An open conversation around the history and practices of the Ueinzz Theatre Company – a radical Brazilian schizoscenic theatre company of carers, so-called psychotic patients and philosophers.
A festival hewn from passions for experimental music, film and visual art and for a passion in figuring out how they can relate to, cross-fertilise and inspire and each other.
One of the most startling cinematic debuts on record, The Flicker is more a hallucination than a film, an out of body experience and riotous celebration of visual harmonics frequencies. An experiment in perception, come with your mind and eyes open.
Live ISDN drone performance resonating between Dundee and an empty Montreal Grain Silo.
From really simple, open instructions, An Unrhymed Chord creates a kind of half-way point between composition and improvisation.
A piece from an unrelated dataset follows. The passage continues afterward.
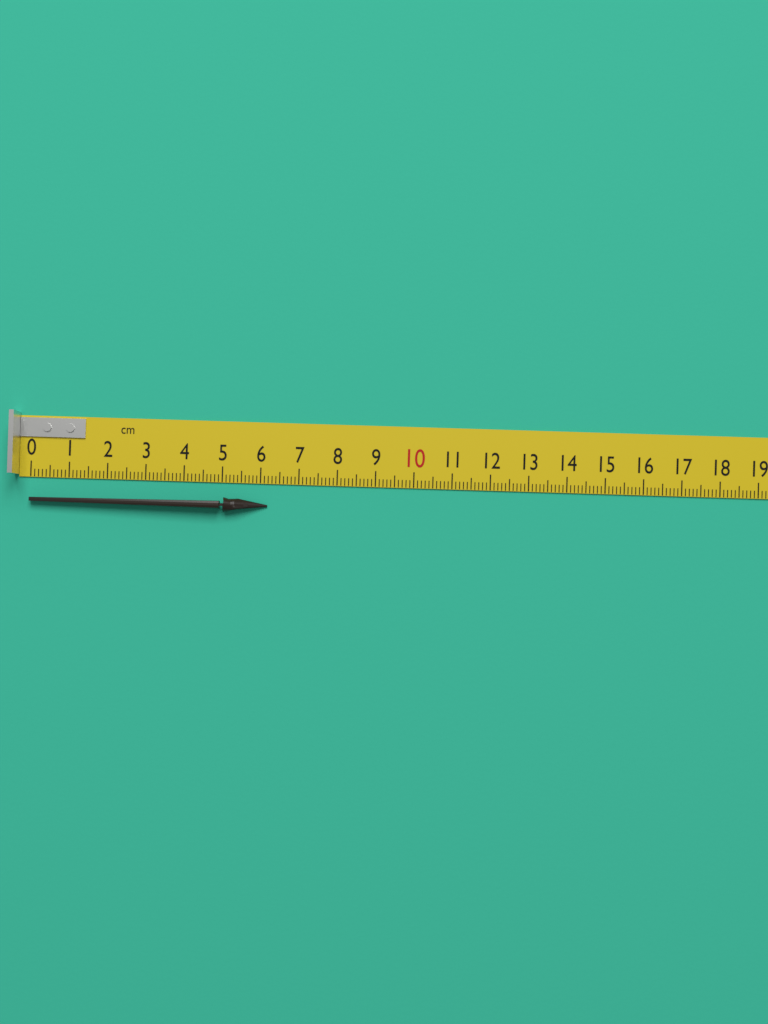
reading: 6.2 cm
William cradles, hammers, and rains down blows, plucking and using 2 bows to attack the strings above and below the bridge, all in the service of a fiery and passionate creativity.
Can a collective performance of NourbeSe’s poem of black life as it exceeds containment enact alternative forms of selfhood that emerge in and out of African diasporic experience?
Introducing and setting intentions for a crip grief transformation and witness altar. A place to sit and breathe, remember our dead, wash our hands and leave offerings to and for loved ones we’ve lost – and for ourselves.
Life and death dramas unfold in the snowy American North, using three-screen documentary footage and a soundtrack by KYTN favourite, vocalist Daniel Menche.
Umeda is a Japanese artist who is as fascinated in setting up interesting situations to observe, as he is in creating performances.